MOSCOW - Russian President Dmitry Medvedev warned on Sunday that Kofi Annan represented the last chance for avoiding a civil war in Syria and offered the UN-Arab League envoy Moscow’s full support.
Medvedev’s stark message to Moscow’s traditional ally came only hours after US President Barack Obama announced plans to send “non-lethal” aid to the Syrian rebels and new waves of violence swept the battle-scarred country.
Russia has been facing mounting Western and Arab calls to step up pressure and stop delivering arms to President Bashar al-Assad’s regime after a year of violence that the opposition says has claimed more than 9,100 lives.
Moscow on Wednesday backed a non-binding Security Council statement after vetoing two previous resolutions. But it did so only after making sure the text contained no implicit threat of further action should Assad fail to comply.
Medvedev on Sunday appeared to be aiming his words at Assad directly by warning of dire consequences if Damascus ignored Annan’s peace plan.
“This may be the last chance for Syria to avoid a protracted and bloody civil war,” Medvedev told Annan at a meeting held in Moscow’s Vnukovo 2 airport before his departure for a summit in Seoul.
“We will be offering you our full support at any level at which we have a say,” said Medvedev.
“We very much hope that your efforts have a positive outcome.”
Annan replied that he expected Russia to play an “active” role in making sure that both sides follow the points of the UN Security Council-backed initiative.
The UN-Arab League envoy was expected in China on Tuesday to shore up backing for his efforts from the two UN Security Council members that had blocked previous efforts to condemn Assad’s regime.
China has also expressed support for Annan’s mission amid signs of quickly waning support for Assad from his traditional friends.
The UN Security Council-backed peace plan requires Assad to pull back his forces from protest cities and provide immediate humanitarian access to the thousands of civilians trapped inside.
Meanwhile, blasts rocked the flashpoint city of Homs on Sunday as Syria’s regime pressed its assault on protest hubs, while rebels staged a dawn attack on a military base in Damascus province, activists and monitors said.
There was “heavy shelling of Khaldiyeh, Hamidiyeh and Old Homs neighbourhoods by the regime’s army, and explosions shook the whole city,” the Local Coordination Committees said. The Syrian Observatory for Human Rights, a Britain-based monitoring group, said in a statement that four civilians were killed by security force fire in the Homs area.
Three, including an infant, died in Homs itself, while the fourth - a young girl - was killed in Rastan by heavy machinegun fire. The Britain-based monitoring group also said a member of the security forces was killed in Homs city.
In the city of Hama to the north, the Observatory reported that army shelling killed one civilian in the Murk district.
And in the southern town of Nawa, “tanks have entered the main streets, and heavy gunfire by regime forces is reported,” said the LCC, the main opposition activist group in Syria. Five troops and three mutinous soldiers were killed.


▶ _Work task_
Look through the records, and wherever the string "Pending" turns up, copy out that line.

Data excerpts: Begin

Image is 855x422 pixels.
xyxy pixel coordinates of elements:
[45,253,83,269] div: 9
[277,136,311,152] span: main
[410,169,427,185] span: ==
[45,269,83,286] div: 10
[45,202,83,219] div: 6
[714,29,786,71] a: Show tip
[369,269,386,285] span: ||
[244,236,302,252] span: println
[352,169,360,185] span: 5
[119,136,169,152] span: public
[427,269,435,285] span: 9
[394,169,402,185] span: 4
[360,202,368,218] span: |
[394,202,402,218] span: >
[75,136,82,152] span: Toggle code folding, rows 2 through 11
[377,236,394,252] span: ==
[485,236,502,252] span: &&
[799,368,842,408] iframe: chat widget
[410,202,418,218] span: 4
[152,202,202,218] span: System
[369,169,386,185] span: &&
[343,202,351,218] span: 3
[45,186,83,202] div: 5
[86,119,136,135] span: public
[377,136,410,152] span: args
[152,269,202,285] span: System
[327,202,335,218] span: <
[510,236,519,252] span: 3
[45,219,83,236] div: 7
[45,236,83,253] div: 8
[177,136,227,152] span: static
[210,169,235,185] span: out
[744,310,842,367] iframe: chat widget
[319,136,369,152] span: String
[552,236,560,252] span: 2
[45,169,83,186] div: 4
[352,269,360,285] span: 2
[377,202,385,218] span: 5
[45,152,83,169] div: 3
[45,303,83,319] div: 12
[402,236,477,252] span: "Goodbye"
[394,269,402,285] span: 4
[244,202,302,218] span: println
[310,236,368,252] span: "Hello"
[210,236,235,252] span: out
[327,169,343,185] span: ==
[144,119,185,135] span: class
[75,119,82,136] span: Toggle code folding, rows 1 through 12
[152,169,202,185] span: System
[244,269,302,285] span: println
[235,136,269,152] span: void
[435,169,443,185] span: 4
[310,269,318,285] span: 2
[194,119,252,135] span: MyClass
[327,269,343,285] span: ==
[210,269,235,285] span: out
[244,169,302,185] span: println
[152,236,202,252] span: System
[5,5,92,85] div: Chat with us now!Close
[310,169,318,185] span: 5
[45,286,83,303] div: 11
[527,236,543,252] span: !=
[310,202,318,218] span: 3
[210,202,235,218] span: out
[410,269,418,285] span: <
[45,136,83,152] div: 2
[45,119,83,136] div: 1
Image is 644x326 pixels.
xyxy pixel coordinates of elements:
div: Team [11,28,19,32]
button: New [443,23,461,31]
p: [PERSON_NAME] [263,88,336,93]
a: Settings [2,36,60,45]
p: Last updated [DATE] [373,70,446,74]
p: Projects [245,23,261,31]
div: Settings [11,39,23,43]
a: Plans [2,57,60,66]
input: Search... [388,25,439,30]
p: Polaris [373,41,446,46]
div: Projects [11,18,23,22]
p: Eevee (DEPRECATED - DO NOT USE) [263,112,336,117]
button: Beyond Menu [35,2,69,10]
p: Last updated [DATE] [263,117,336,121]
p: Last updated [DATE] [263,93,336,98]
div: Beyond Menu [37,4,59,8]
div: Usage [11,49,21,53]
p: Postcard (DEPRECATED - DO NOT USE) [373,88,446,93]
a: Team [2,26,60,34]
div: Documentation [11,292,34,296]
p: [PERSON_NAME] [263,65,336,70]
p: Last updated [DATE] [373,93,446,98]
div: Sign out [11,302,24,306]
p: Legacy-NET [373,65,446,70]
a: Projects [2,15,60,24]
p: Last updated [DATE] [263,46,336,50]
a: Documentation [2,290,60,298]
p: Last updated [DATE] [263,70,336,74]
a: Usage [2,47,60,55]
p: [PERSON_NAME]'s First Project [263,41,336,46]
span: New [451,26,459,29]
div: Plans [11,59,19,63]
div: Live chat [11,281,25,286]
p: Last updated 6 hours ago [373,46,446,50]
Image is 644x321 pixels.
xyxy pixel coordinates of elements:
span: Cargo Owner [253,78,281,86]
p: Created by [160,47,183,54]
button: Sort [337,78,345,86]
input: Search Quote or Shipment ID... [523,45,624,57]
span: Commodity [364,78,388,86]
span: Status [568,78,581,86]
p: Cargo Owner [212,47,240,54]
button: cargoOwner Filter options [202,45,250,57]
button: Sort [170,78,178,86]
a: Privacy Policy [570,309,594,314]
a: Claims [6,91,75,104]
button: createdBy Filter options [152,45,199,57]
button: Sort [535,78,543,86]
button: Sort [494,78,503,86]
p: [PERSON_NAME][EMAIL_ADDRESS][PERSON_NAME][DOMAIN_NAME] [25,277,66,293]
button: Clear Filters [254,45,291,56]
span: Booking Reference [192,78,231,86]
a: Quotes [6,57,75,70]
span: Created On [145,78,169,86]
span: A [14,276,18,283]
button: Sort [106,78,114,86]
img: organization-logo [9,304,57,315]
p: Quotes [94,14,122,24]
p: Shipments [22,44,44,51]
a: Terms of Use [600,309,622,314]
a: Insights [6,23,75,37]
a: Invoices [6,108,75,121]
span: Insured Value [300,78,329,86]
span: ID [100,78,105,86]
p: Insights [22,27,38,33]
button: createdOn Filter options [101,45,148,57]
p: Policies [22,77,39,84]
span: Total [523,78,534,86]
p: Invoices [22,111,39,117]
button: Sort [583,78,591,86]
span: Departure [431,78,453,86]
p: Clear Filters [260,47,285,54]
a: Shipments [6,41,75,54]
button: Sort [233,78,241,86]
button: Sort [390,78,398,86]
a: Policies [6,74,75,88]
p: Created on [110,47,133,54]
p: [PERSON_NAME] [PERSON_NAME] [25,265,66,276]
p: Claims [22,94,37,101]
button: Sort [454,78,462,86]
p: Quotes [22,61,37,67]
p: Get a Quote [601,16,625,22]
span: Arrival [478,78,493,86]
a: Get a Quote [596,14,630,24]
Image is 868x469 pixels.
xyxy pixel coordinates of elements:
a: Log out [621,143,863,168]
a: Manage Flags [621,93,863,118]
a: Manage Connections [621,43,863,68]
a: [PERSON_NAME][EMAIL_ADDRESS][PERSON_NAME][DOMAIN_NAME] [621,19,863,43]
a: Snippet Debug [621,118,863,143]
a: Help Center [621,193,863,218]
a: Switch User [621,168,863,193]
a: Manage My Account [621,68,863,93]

Data excerpts: End
Data excerpts: Begin

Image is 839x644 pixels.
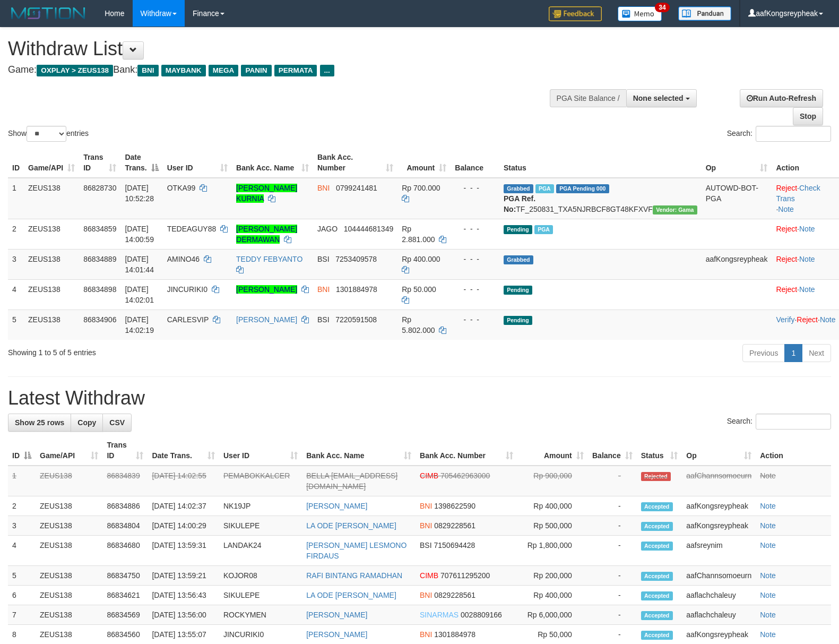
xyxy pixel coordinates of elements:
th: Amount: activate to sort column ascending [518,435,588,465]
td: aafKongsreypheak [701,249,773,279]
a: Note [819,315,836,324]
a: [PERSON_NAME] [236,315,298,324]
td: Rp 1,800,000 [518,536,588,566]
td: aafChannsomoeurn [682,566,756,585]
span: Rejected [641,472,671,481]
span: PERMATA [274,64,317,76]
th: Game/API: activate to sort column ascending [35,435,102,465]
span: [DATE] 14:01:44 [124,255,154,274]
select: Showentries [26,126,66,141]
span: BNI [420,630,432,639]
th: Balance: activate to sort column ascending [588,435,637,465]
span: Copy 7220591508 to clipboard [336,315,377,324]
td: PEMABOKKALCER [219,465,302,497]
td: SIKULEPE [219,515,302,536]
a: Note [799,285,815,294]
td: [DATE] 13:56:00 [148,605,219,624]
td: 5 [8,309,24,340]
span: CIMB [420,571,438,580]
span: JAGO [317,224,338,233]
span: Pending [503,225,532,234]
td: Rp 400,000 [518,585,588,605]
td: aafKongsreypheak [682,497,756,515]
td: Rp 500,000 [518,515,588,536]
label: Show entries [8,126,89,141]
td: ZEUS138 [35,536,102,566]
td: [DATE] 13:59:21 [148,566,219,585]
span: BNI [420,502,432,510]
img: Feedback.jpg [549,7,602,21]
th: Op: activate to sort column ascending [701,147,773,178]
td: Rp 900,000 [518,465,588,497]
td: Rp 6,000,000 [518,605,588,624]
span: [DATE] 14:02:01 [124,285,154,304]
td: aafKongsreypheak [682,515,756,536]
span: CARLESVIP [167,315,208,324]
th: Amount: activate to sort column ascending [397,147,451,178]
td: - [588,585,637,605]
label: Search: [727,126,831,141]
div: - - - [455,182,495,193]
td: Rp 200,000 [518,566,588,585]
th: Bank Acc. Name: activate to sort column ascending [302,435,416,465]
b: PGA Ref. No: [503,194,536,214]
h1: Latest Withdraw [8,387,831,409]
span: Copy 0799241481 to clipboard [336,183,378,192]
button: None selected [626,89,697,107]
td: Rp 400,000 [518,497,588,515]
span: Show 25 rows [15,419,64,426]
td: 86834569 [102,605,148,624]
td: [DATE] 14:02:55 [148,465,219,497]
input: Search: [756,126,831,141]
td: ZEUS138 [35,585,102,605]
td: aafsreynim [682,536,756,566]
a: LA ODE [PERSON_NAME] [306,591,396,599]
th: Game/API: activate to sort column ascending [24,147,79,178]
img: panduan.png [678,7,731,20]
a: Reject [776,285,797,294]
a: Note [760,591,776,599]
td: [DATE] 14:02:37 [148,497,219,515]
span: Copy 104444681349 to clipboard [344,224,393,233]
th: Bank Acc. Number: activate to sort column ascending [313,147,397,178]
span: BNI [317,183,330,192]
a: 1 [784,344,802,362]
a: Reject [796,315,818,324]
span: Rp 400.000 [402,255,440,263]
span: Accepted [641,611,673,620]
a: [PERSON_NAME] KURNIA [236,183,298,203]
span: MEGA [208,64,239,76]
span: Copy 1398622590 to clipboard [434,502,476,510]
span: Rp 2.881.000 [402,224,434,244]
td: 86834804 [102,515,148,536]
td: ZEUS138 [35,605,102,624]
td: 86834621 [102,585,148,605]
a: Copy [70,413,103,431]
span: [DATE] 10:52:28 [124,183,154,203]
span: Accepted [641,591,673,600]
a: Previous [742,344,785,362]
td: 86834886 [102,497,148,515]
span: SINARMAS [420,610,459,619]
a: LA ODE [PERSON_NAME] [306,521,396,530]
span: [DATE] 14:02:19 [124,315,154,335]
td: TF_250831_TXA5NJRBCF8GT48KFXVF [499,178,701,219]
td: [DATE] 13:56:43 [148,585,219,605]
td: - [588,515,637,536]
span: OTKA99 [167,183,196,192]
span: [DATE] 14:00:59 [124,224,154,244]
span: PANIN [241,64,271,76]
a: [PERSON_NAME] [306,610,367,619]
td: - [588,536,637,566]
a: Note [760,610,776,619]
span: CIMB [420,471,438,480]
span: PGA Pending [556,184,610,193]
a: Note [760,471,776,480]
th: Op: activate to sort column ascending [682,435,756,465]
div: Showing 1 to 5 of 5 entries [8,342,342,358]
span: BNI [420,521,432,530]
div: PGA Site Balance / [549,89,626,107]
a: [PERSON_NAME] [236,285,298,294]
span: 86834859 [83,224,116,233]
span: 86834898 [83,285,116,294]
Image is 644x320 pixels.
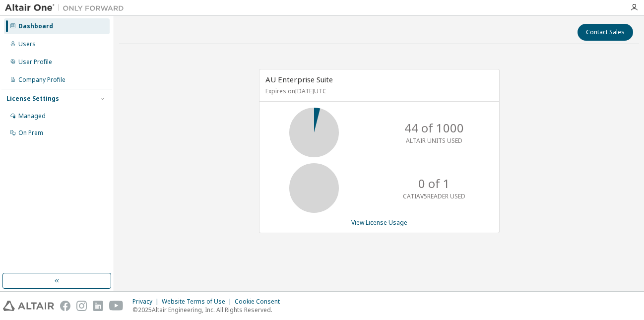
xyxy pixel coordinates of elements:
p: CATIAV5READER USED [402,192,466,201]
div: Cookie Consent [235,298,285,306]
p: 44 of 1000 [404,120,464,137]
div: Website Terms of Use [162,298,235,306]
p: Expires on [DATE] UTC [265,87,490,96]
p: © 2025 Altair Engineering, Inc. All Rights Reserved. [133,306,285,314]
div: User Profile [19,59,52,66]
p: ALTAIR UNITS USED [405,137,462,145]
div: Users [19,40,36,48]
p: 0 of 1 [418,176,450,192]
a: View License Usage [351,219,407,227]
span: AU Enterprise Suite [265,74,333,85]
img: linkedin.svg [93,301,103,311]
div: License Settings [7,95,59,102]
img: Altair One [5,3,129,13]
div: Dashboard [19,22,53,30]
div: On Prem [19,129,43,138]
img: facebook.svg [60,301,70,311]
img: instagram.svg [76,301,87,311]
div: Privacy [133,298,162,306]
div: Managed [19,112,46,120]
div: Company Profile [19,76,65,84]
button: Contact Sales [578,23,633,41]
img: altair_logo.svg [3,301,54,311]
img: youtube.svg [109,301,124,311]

Data excerpts: End
Data excerpts: Begin

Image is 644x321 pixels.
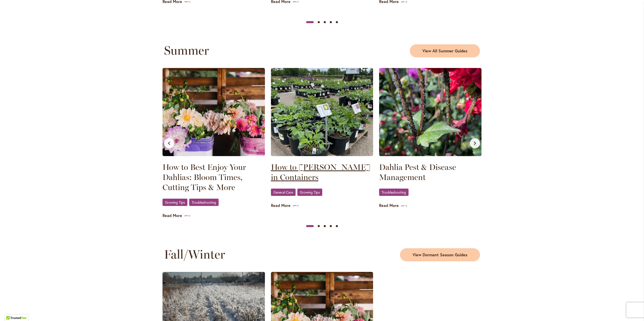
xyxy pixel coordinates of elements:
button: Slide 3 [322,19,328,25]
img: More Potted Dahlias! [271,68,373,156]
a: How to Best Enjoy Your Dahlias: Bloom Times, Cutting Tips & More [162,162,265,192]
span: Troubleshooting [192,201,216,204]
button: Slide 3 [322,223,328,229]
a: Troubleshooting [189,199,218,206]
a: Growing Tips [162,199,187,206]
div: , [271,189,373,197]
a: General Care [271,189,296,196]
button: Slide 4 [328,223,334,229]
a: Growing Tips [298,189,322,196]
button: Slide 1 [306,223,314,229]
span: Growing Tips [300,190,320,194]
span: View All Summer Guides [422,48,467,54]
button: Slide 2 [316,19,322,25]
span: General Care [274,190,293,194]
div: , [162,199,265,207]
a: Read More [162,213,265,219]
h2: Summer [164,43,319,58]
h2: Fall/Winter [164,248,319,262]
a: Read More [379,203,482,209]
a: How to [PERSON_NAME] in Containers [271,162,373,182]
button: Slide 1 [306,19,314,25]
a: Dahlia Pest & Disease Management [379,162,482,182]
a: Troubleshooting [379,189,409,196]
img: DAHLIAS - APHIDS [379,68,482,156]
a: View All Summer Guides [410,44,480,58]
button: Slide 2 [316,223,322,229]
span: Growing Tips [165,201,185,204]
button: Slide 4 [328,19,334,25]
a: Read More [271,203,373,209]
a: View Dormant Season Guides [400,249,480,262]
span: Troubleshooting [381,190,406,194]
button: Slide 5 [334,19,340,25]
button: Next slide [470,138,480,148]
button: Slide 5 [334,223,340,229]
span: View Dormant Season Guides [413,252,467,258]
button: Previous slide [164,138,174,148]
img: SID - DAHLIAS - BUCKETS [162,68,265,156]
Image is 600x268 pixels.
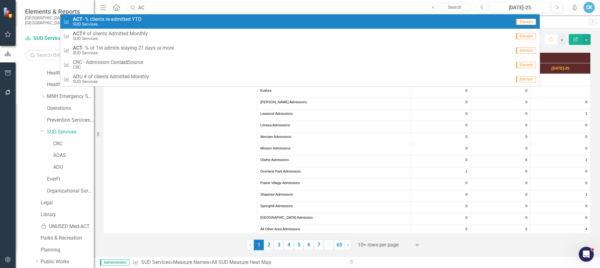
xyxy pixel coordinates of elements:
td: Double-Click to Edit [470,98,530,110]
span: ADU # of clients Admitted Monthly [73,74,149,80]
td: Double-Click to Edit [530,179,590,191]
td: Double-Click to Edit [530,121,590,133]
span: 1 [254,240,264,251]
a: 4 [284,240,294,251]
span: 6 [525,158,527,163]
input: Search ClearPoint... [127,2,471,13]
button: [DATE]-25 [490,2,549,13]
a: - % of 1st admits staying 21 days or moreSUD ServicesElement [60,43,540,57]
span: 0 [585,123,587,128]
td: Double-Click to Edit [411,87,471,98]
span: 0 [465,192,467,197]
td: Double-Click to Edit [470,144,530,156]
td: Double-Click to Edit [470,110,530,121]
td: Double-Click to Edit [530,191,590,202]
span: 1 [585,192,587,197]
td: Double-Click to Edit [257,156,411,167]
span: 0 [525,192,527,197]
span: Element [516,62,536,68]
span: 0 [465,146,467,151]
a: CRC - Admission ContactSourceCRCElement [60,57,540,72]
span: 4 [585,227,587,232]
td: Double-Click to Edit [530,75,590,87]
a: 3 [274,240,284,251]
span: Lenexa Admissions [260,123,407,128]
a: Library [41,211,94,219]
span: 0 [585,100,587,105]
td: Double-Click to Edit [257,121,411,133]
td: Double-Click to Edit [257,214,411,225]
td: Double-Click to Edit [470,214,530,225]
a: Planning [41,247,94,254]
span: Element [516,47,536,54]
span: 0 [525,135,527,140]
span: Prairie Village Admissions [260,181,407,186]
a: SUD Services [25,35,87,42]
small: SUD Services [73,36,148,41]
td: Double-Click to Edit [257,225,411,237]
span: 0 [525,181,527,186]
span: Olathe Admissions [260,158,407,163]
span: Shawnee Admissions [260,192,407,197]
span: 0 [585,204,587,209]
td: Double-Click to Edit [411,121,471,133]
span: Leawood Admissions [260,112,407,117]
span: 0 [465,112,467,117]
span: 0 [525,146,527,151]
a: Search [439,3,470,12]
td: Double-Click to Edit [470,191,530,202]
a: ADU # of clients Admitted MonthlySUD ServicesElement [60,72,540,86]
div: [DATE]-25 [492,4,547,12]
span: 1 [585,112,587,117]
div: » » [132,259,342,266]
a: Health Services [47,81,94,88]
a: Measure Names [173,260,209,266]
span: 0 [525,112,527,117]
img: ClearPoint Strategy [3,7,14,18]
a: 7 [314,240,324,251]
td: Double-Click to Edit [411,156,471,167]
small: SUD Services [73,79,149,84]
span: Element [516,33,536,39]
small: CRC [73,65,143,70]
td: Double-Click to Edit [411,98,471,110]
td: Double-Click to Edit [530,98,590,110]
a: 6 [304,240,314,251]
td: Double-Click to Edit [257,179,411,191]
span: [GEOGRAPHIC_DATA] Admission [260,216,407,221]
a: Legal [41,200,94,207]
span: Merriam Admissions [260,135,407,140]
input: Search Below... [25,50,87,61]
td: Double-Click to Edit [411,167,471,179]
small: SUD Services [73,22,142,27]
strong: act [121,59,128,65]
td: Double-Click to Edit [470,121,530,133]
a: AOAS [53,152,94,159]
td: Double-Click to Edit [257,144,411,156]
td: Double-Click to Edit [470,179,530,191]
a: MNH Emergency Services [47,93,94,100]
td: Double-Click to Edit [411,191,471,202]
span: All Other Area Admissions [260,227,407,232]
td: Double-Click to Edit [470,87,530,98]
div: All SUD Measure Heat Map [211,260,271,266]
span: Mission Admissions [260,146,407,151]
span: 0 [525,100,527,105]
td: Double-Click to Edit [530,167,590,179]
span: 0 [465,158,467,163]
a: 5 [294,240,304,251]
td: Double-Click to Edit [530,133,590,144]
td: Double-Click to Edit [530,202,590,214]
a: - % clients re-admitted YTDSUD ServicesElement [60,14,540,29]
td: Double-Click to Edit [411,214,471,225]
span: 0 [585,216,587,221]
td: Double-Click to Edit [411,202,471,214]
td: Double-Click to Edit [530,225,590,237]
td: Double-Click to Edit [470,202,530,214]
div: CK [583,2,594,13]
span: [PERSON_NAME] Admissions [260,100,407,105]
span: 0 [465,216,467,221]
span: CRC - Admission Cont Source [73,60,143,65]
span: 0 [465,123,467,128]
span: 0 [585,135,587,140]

Data excerpts: End

▶ _Your solution_
span: Pending [503,225,532,234]
span: PGA Pending [556,184,610,193]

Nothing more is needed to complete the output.